The SL.1 Akar (Gnat) was a Polish glider built to compete in the First Polish Glider Contest, held in 1923. It dominated the contest with its pilots achieving first and second places.
Reports of the first German glider contest, held at the Wasserkuppe in the late summer of 1920, generated considerable interest in Poland, leading to the First Polish Glider Contest at Czarna Góra between 30 August and 13 September 1923. The contest was not a great success, limited by novice designers and pilots and a poor site, but the SL.1 Akar was by far the most successful entrant. It was designed in 1922 by Adam Karpiński, a student in the Sekcja Lotnicza (SL), the aviation section of Warsaw Technical University and was built by other SL students.
The all-wood Akar was a cantilever monoplane with a three-part wing built around twin spars. The wing had a rectangular plan centre-section with trapezoidal outer panels and was fabric covered.
It was mounted on top of two parallel open frames, spaced about 2m (07feet) apart, forming its fuselage. These each had longitudinal straight upper and curved lower chords interconnected by short oblique web members and were braced together by three transverse struts. Two, one from each of the two forward-most web members, carried the pilot's seat. The chords of each frame converged at the rear, where the third transverse member carried the empennage. The tailplane was confined between the fuselage frames but the elevators projected beyond, carrying balances. There were no fins but twin roughly rectangular rudders. A forward cross-axle extending beyond the fuselage frames gave the large wheels a wide track and the upward-curving lower chords acted as skids to prevent nose-overs.
Though most of the gliders entered into the contest had not flown before its opening, the Akar had made its first flight on 24 August 1923, piloted by the designer's brother, Tadeusz. Seven flights were made before the contest began, flown by Karpiński and by Ryszard Bartel; the longest of these lasted 96 seconds and was made by Bartel. These test flights revealed good handling, with effective and balanced controls.
The Akar dominated the contest, flown both by Karpiński who was placed first and by Bartel, placed second. Its longest flight lasted 186 seconds; it made a flight of over 3km (02miles) and gained an altitude of 20m (70feet).
In the following spring the Akar was used by the SL to look for good gliding sites in the Babia Góra. Equipped with skis, it made a flight on 3 April 1924 (another source gives the date as 8 April) which lasted 325 s, covered about 2.5km (01.6miles) and set a Polish record which stood for over four years. It crashed either at the end of this flight or in a later one. After the crash, the glider was redesigned by Stanisław Prauss as the Akar II, with a rectangular section, ply-covered fuselage and a new empennage. It was entered for the Second Polish Polish Glider Contest of 1925, though it did not appear there. Though Cynk reports that the Akar II was built, another source claims that the students were blocked from using the University workshop and no rebuilding of the Akar occurred. Its remains were destroyed in the autumn of 1925.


• Directions:
Since only part of the material below is wanted, output exactly the lines from the one with "You are a GUI" up to and including the one with "Task: Click on".

• Data to process:
*** Begin section ***

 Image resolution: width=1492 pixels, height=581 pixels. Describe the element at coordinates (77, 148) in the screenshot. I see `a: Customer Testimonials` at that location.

*** End section ***
*** Begin section ***

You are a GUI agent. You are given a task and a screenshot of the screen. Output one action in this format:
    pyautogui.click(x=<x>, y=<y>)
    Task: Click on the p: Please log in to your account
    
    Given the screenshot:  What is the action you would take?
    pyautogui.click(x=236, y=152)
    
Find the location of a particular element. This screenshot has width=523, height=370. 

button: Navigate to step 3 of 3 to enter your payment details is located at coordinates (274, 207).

*** End section ***

• Output of the exercise:
You are a GUI agent. You are given a task and a screenshot of the screen. Output one action in this format:
    pyautogui.click(x=<x>, y=<y>)
    Task: Click on the p: Please log in to your account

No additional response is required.